Why page/swap file on each drive?

M

Matthew L

A lot of "tweakers" recommend keeping the page(swap) file
on a different drive from your boot drive. By default, XP
pro creates a page file on each drive or partition. Is
this necessary? Would it be ok just to have a page file
on a drive other than the boot drive?

As I have 1.5gb of memory, would it be ok just have a
small swap file as it will be accessed so infrequently?

Thanks for any help.
 
S

Shenan T. Stanley

Matthew L said:
A lot of "tweakers" recommend keeping the page(swap) file
on a different drive from your boot drive. By default, XP
pro creates a page file on each drive or partition. Is
this necessary? Would it be ok just to have a page file
on a drive other than the boot drive?

As I have 1.5gb of memory, would it be ok just have a
small swap file as it will be accessed so infrequently?

Thanks for any help.

It would be fine to have a swap file on just one of your other (physical)
drives. Speeds up access.

And the fact that you have 1.5GB of RAM does not (by much) limit the use of
the swap file.
 
M

Matthew L

Thanks Shenan.
I will "disable" the swap files on all but my data drive
which is a separate physical hard drive from my boot drive.

I would still be interested if you have any idea why XP
creates separate swap files on each partition - just
curious.

I am surprised you say that having 1.5gb memory does not
reduce swap file access. I have a Win2k machine (Pentium
2 600mhz) at work with just 320mb memory. I create a lot
of DTP documents and will often also have some big word
and Excel files open at the same time together with
PaintShop Pro and a few instances of IE, cutting and
pasting all over the place. Quite often it can grind to a
virtual halt with the hard drive going like the clappers!

I have no such problems doing the same sort of work on my
home PC running XP Pro with 1.5gb memory.
 
R

Ron Martell

Matthew L said:
A lot of "tweakers" recommend keeping the page(swap) file
on a different drive from your boot drive. By default, XP
pro creates a page file on each drive or partition. Is
this necessary? Would it be ok just to have a page file
on a drive other than the boot drive?

As I have 1.5gb of memory, would it be ok just have a
small swap file as it will be accessed so infrequently?

Thanks for any help.

It should not do so as a default setting. The default setting should
be one page file on the boot drive.

But doing so does offer some performance advantages if they are on
different physical drives. Windows will use whichever of the page
files is most advantageous to each specific page file usage situation.

And if you do set up a page file on a different physical drive you
should also leave a small page file on the boot drive for those
situations where Windows really wants to use that file.

When I had 2 physical drives in my system I had the main page file on
the second hard drive (which was used mainly for backups and rarely
used stuff) and had a small page file (minimum 10 mb maximum 50 mb) on
the boot drive. This worked very well.

But the ultimate answer to any and all page file location/optimization
questions is to have sufficient RAM so as to eliminate the need for
Windows to actually move active memory pages from RAM to the page file
so as to allow that RAM to be used for other, currently more
important, purposes. That basically renders all location/optimization
considerations irrelevant.

Also note that just because there are no active memory pages being
moved to the page file does not mean that you do not need a page file.
The page file space is also used to accomodate the *unused* portions
of memory allocation requests and for some other specialized functions
such as fast user switching and to capture system failure memory
dumps.

Good luck


Ron Martell Duncan B.C. Canada
--
Microsoft MVP
On-Line Help Computer Service
http://onlinehelp.bc.ca

"The reason computer chips are so small is computers don't eat much."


• _INSTRUCTIONS TO FOLLOW_: If a line in the listing below holds the word "from", it counts toward the total; report that total alone.

• _DATA FOR THIS EXERCISE_:
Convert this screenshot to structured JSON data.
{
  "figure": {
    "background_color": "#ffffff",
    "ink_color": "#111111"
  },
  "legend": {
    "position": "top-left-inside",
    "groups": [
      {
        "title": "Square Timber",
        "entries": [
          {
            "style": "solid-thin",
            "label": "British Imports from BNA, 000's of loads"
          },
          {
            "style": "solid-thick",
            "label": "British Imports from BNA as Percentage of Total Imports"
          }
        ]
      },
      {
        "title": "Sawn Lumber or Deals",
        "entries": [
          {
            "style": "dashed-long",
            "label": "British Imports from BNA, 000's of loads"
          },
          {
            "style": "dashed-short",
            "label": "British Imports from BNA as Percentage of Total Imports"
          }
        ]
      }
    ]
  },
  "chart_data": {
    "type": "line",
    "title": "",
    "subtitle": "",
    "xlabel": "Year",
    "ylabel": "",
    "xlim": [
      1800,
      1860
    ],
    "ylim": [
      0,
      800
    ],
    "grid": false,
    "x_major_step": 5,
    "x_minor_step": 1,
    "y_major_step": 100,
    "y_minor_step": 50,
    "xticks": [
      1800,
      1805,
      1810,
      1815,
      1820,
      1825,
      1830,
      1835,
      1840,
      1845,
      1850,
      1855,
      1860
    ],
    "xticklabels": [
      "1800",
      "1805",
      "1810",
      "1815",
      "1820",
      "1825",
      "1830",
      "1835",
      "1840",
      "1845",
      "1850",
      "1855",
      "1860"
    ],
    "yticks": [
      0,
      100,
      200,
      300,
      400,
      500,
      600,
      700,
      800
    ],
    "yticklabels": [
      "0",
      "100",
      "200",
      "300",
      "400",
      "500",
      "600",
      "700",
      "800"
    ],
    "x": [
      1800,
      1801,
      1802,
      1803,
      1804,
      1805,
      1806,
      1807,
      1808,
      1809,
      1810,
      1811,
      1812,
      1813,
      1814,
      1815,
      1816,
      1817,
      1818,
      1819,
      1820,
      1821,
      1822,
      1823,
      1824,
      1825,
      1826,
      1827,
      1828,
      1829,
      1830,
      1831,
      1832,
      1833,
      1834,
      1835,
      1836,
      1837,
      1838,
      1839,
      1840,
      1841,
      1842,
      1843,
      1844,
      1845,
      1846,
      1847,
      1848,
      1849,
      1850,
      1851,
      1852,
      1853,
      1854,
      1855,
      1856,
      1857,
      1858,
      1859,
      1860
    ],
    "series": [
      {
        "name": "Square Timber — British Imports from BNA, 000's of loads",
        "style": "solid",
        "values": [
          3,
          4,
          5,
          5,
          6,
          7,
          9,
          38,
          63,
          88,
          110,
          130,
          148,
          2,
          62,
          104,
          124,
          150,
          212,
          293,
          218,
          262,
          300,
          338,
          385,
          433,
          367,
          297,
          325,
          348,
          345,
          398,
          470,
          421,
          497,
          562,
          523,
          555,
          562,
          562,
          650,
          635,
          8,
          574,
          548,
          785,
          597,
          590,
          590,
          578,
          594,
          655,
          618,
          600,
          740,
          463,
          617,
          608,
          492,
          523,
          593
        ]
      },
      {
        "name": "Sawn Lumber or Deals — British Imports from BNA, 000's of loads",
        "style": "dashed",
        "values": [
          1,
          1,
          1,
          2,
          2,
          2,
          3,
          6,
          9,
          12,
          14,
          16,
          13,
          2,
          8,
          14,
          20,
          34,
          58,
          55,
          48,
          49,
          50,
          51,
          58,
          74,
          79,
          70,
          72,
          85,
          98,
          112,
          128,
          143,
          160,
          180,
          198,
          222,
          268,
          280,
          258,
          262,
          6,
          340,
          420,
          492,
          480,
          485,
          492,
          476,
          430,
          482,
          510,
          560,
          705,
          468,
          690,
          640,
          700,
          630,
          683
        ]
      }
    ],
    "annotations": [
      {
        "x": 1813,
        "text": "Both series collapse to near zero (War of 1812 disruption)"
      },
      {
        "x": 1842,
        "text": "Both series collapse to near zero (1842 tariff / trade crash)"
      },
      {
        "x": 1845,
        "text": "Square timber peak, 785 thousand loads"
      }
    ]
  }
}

---

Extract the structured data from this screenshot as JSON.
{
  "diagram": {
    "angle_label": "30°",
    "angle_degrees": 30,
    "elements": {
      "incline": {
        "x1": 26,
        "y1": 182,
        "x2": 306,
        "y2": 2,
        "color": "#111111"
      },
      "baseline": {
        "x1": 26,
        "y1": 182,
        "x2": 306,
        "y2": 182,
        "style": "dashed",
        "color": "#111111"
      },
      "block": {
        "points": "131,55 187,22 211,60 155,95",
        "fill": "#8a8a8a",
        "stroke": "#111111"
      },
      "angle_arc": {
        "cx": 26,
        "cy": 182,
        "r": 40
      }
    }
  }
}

==

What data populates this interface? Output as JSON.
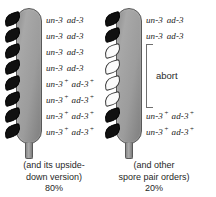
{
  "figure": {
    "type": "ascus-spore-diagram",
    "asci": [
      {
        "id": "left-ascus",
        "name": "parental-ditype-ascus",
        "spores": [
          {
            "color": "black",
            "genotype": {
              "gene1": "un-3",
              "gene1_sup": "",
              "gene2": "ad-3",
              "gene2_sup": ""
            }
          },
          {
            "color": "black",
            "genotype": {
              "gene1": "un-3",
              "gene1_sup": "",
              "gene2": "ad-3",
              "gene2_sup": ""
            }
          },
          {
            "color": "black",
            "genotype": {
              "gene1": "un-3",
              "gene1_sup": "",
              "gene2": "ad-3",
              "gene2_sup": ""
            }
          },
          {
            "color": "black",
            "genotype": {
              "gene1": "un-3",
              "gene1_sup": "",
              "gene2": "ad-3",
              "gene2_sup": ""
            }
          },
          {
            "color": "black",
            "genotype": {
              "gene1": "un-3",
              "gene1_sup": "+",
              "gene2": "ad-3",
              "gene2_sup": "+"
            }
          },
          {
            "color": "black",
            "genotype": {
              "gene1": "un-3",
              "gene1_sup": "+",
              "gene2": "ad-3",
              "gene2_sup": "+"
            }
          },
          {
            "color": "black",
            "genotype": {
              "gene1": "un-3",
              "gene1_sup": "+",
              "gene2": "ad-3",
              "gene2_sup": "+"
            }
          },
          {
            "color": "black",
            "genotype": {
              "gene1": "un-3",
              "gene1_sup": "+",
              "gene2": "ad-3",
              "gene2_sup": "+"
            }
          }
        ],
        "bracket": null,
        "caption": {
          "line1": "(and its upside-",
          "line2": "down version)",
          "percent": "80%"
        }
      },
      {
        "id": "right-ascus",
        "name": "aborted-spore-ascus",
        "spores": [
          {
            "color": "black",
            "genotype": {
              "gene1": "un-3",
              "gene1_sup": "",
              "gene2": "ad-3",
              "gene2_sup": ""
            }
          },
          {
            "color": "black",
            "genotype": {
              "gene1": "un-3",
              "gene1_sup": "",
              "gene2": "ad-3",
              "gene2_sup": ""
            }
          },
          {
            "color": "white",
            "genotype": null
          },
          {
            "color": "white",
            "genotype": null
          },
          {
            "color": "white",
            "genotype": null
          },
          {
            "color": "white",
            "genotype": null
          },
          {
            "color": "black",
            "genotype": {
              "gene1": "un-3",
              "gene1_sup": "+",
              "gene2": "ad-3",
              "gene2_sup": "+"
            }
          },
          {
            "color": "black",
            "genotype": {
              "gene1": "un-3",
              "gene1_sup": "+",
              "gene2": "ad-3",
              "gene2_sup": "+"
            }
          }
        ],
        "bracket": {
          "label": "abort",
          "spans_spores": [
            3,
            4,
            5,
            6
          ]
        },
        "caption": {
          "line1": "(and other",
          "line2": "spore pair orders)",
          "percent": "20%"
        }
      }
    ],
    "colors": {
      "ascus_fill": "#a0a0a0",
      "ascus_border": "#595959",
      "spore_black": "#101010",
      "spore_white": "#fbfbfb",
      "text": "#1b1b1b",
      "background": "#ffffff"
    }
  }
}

• _ANSWER FOR THE TASK_: 7